We need to track inputs to be able to explain why an agent chose a particular action in order to build trust with users. We also need to have clear human accountability based on role assignment – who is responsible for each stage of the agent’s lifecycle, from design to ongoing monitoring. Another requirement is continuous auditing and for this we need dashboards so that we have continuous visibility into agent decisions and KPIs to ensure they remain aligned with corporate goals. And then we need to consider the human in the loop – what is the escalation path for high-risk decisions?

He continued by pondering internal organizational governance requirements. He suggested that:

We need to create an AI Governance Board, composed of a cross-functional team that is formally structured to reflect different points of view and should include technical, business and legal professionals. This should not be a one-man band effort. The Board should define policies for deployment, authorise updates (to deal with unintended consequences) and manage the decommissioning of AI agents in the software development lifecycle. Agents should be classified and catalogued by risk level, rather than by functionality and Key Risk Indicators (KRIs) could be based on level of trust in agent outputs, degree of autonomy granted and incident rates. The on-boarding and off-boarding of AI agents should be treated with the same rigour as are human employee processes – agents should be tested and documentation should be requested. Retired agents need to be fully de-activated and their data needs to be managed.

-Contreras concluded:

Governing AI is simply governing the business because AI-generated results without human oversight can lead to wrong decisions, no matter what industry you operate in. Begin with governance pilots in areas such as customer service and refine your policies before rolling out from the centre with documentation. An agent without governance is not intelligent – it is uncontrollable.

My take

AI agents have reasoning in order to problem solve, and they can trigger actions without human intervention. The fact that they can do so does not mean they necessarily should do so.

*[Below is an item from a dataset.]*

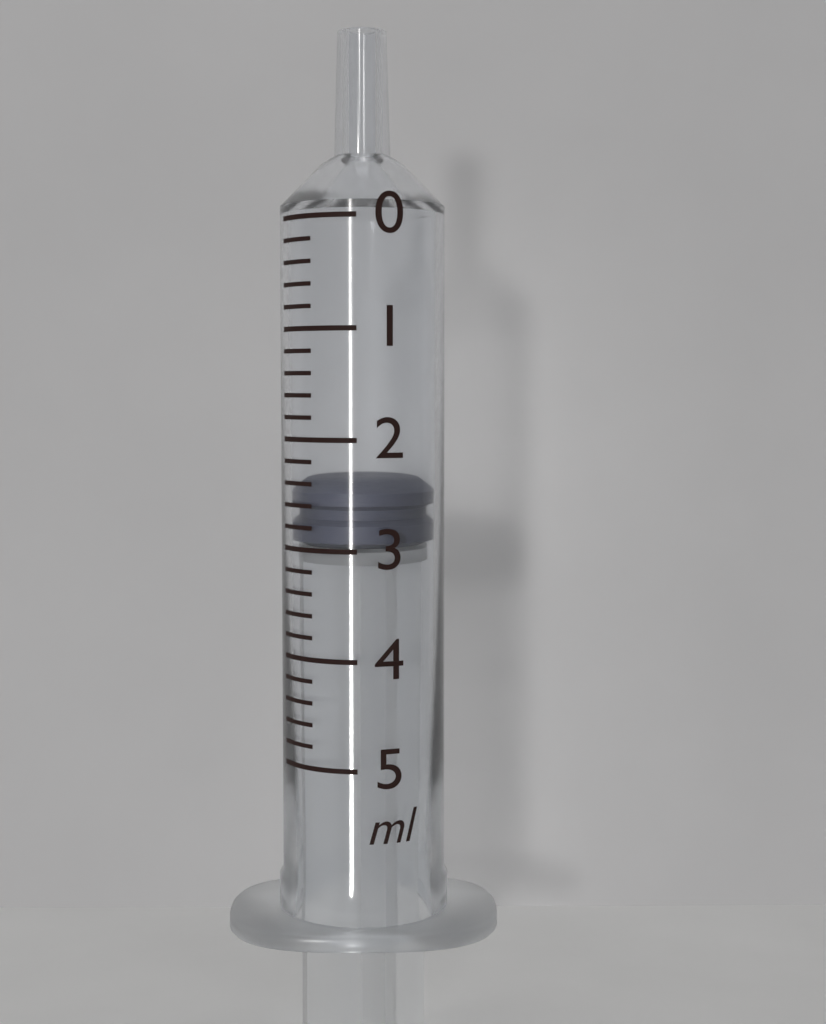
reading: 2.4 ml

As dynamic systems of autonomous agents increase in enterprises, understanding and governing their behaviour is a strategic necessity. 

Without taking governance seriously organizations may find themselves in challenging situations if, say, an agent takes sustainability goals more seriously than customer service targets; or makes opaque, seemingly biased decisions on hiring human staff or granting loans; or simply misunderstands cultural nuances in different regions creating embarrassing PR incidents. 

As The Bible, Voltaire and SpiderMan’s Uncle Ben have all explained, with great power comes great responsibility and so it behoves us to work on agentic AI governance now, so that agentic decisions are as unbiased and explainable as it is practical for them to be.